Pathways of homologous recombination (HR) are critical for restoring or altering DNA sequence and structure after a variety of DNA damage events including nicks, and double strand breaks (DSBs). The process requires two DNA molecules, the recipient, which is the site of the DNA lesion, and the donor. HR can recreate the original DNA sequence at a DNA break or can promote a mutagenic outcome via recombination between non-allelic repeated sequences. Such mutagenic events can lead to genomic instability in the form of insertions, deletions or inversions, or, can generate loss of heterozygosity (LOH) by templating repair from a homolog rather than a sister chromatid.
Immunoglobulin (Ig) gene diversification in chicken B cells provides a powerful model for studying homologous recombination. The variable regions of chicken Ig genes, the V genes, undergo frequent and targeted sequence diversification by gene conversion (a type of HR), using an array of "homeologous" upstream pseudo-V (ψV) regions as donors. In addition to HR, chicken Ig genes can diversify by non-templated pathways involving misincorporation by error-prone DNA polymerases. We have previously demonstrated that the pseudogene donors in actively diversifying cells have features, such as histone acetylation, that are indicative of a permissive chromatin state. Using the chicken light chain gene as an experimental system, we have demonstrated that chromatin status can influence the pathway of choice for DNA repair (HR vs. nontemplated repair). For example, recruitment of the chromatin effector protein HP1 to the pseudo-V donors, by a LacI/LacO tethering system, reduced their use in HR. Instead, the initiating lesions of hypermutation resulted in nontemplated events, observed mostly as point mutations.

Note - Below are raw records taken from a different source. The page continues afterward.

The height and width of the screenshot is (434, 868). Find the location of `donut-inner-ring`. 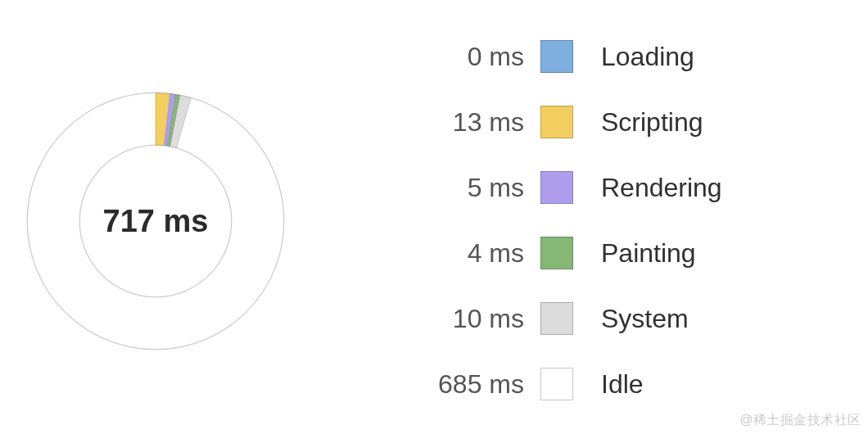

donut-inner-ring is located at coordinates (156, 221).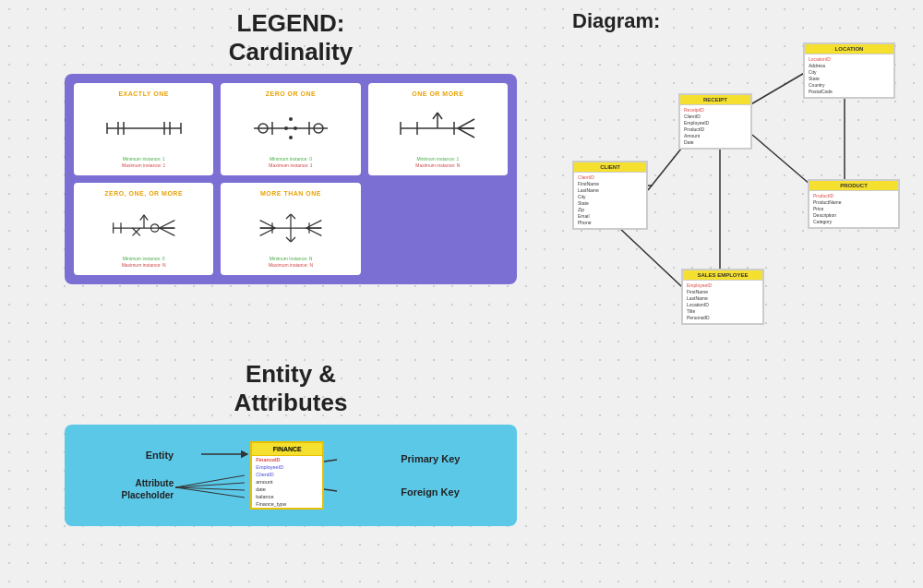 This screenshot has height=588, width=923. What do you see at coordinates (291, 475) in the screenshot?
I see `entity-box: Entity AttributePlaceholder FINANCE Fina…` at bounding box center [291, 475]. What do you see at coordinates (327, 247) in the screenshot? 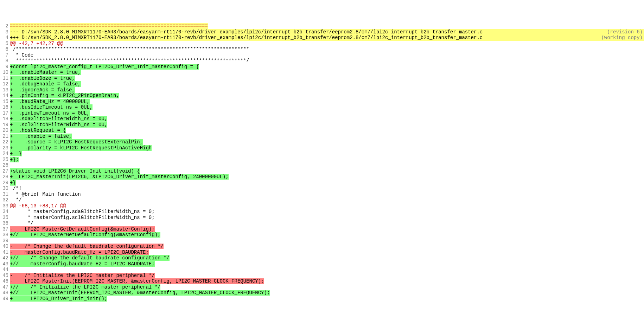
I see `line-content: - /* Change the default baudrate configu…` at bounding box center [327, 247].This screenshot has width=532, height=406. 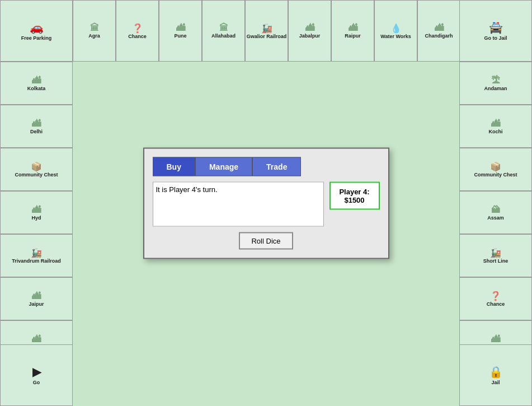 What do you see at coordinates (496, 88) in the screenshot?
I see `cell-label: Andaman` at bounding box center [496, 88].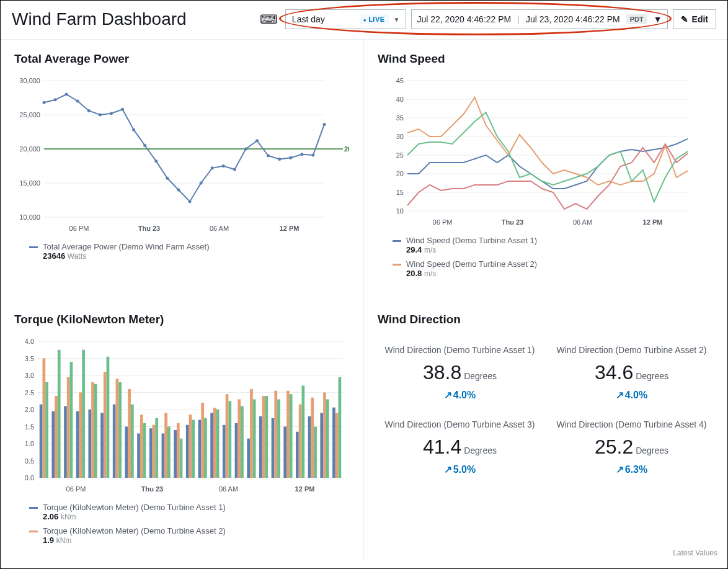 This screenshot has height=569, width=728. Describe the element at coordinates (553, 245) in the screenshot. I see `legend-item: Wind Speed (Demo Turbine Asset 1)29.4 m/…` at that location.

Thus, HP1 elicits an inappropriate chromatin context for donor molecules, revealing that the regulation of chromatin is a major determinant of which DNA repair pathway is ultimately used.
Factors such as HP1, demonstrate how chromatin can serve as a barrier to HR, but we are also interested in how chromatin can activate HR since strategies for stimulating this form of repair may be potentially useful in gene therapy. We have observed that the histone H3.3 variant populates nucleosomes of the pseudogene donors. H3.3 is an activation-associated variant that is deposited in a replication-independent mechanism via the histone chaperone HIRA. Tethering HIRA to the pseudogene donors results in a more nucleosome-rich and ordered chromatin structure. Interestingly, this change is associated with greater IgM diversification, principally by virtue of an increase in short-tract gene conversion events (HR pathway repair). Similar to HIRA a tetherable version of the well-characterized transcriptional activator VP16, also stimulates Ig gene diversification creating a similar mutation spectrum. However, the two proteins differ in their effects on chromatin. HIRA leads to nucleosome enrichment, and VP16 principally acts to increase activation-associated histone modifications. Therefore, we have uncovered distinct paths of chromatin modification both that result in a stimulation of homologous recombination.
While our results are beginning to uncover the response to some specific factors, there is still much to learn about how the complex layers of chromatin regulation: histone post-translational modifications, composition of histone variants in nucleosomes, and nucleosome density at donor regions, affect homologous recombination. The LacI/LacO tethering system in the chicken Ig light chain gene has served as an exceptional experimental system allowing us to test in effects of several chromatin modifiers in a reversible way. Further research promises to unlock more of the epigenetic factors that regulate DNA repair pathways.